From 2018: The creator of “Atlanta” wants TV to tell hard truths. Is the audience ready?
When Glover conceived of “Atlanta,” in 2013, he was prepared to fail spectacularly. But to fail spectacularly he had to first get on the air. He wrote the pilot accordingly. There was a standard cold open: a flash-forward to Alfred shooting a guy in a beef outside a liquor store.
So the weirdness commenced. In the second episode, which Earn spent in jail, a funny scene of a mentally ill guy who spits toilet water on a cop pivots abruptly when he gets beaten at length, while the other prisoners try to pretend it’s not happening. In the episodes that followed, Alfred and Darius, rather than following Earn’s managerial advice straight to the top, ended up acting as his life coaches.
“Atlanta” broke rules that most viewers hadn’t quite realized were rules. In comedies, jokes are underlined by closeups, but “Atlanta” ’s camera stayed aloof, serving not as an exclamation point but as a neutral bystander. The characters didn’t have histrionic reactions to the problem of the week; they just gave up a little more. Earn was an antihero, as is now customary, but, unlike Don Draper or Walter White or Olivia Pope, he wasn’t an expert in anything.
Landgraf added, “I don’t have a problem with the Trojan-horse narrative if it’s important to Donald. We’re in the business of making pieces of commercial television that mask deeper artistic narratives.” On “Atlanta,” though, the mask feels flimsy. Glover said, “The hardest part is surprising FX every time. They need that to feel that you’re an authentic black person. I surprised them up front by telling them I wanted to make them money.
The house felt like an encampment: a stroller thrust aside, boxes stacked by the door. Glover was wearing a white T-shirt and a brown wool cape and pants, like an off-duty ringmaster. After taking up a cross-legged perch in his living room, he called “Yo, Steve!” to his brother, who was living upstairs, but there was no answer.
Beverly Glover forbade all television but PBS—animal shows and slavery documentaries. Donald, Sr., sometimes let the kids watch Bugs Bunny cartoons and Bill Murray movies. Glover would secretly turn the television on with the sound low and tape episodes of “The Simpsons” on his Talkboy recorder so that he and Stephen could listen to them later: archeologists reconstructing the popular culture of their own time.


### WHAT THIS TASK INVOLVES
Copy out exactly the lines from the one with "The height and width of the screenshot is (549, 1059)." through the last line of the listing below, both included, but none of the pictures.

### RECORDS TO PROCESS
━━━━━━
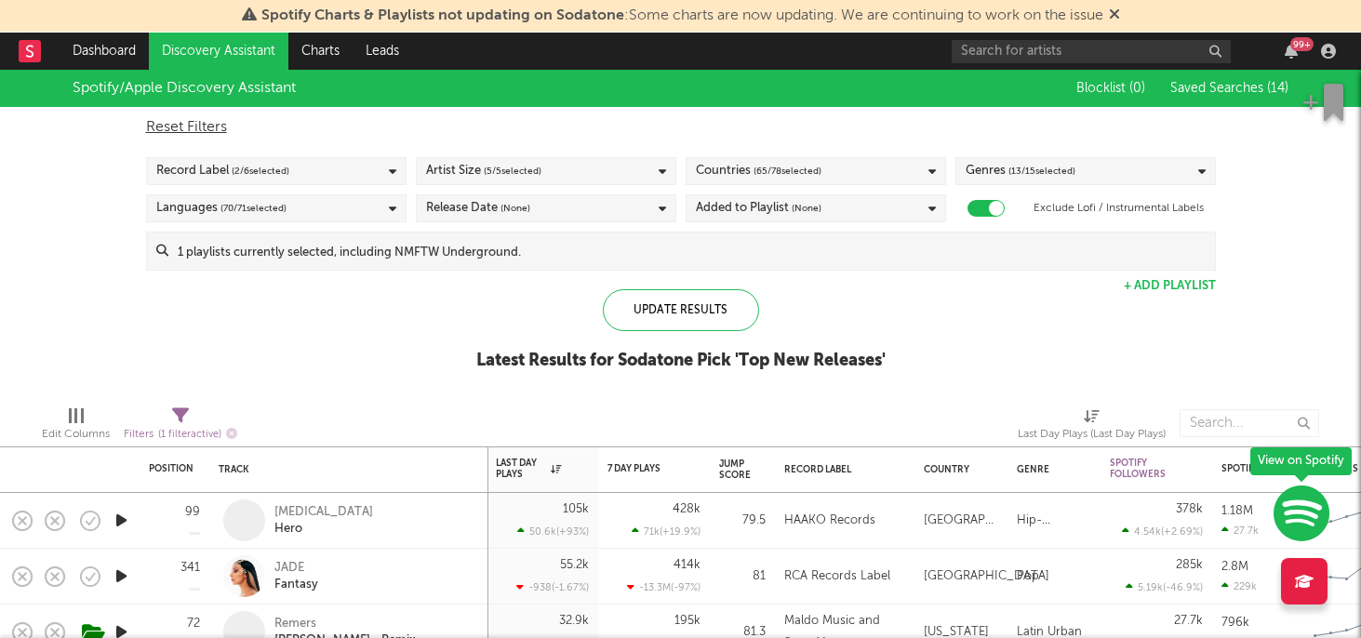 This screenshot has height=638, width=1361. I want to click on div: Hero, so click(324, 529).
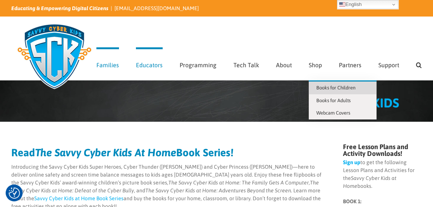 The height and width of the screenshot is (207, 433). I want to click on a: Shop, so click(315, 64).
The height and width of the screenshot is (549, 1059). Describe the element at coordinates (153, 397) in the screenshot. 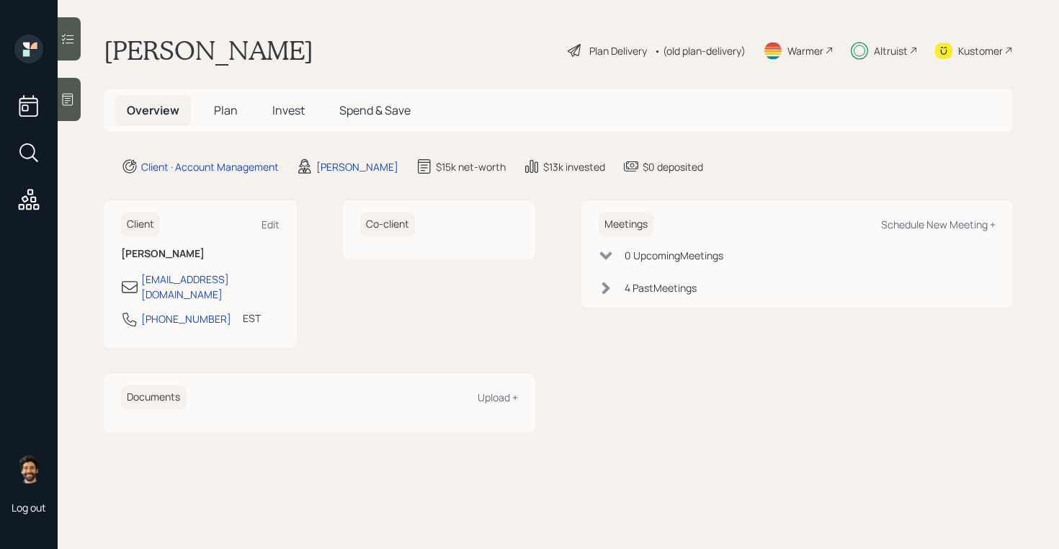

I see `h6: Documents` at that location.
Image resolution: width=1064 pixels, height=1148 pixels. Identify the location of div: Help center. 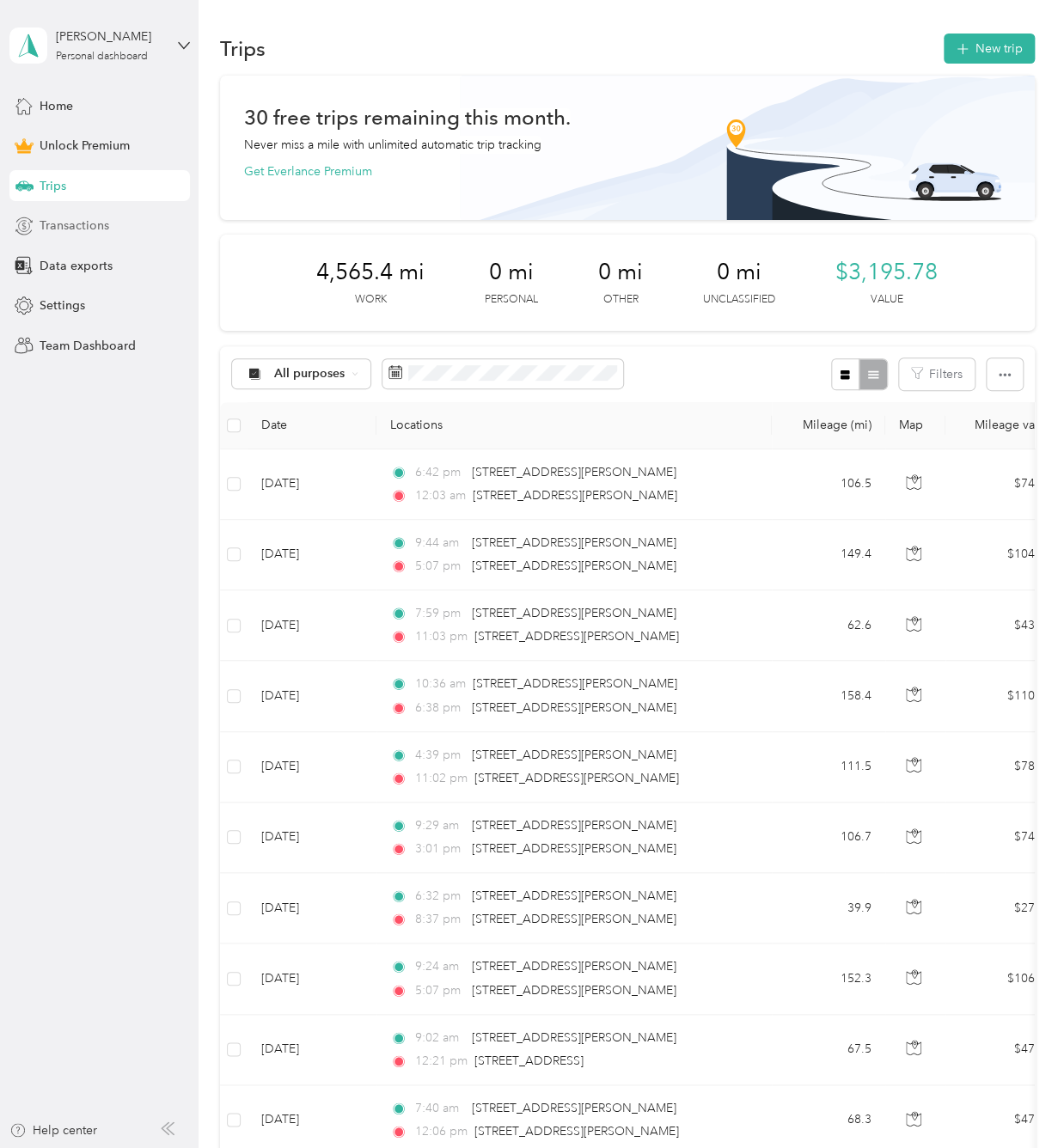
━━━━━━
### REPLY
The height and width of the screenshot is (549, 1059). Describe the element at coordinates (153, 397) in the screenshot. 

I see `h6: Documents` at that location.
Image resolution: width=1064 pixels, height=1148 pixels. Identify the location of div: Help center. 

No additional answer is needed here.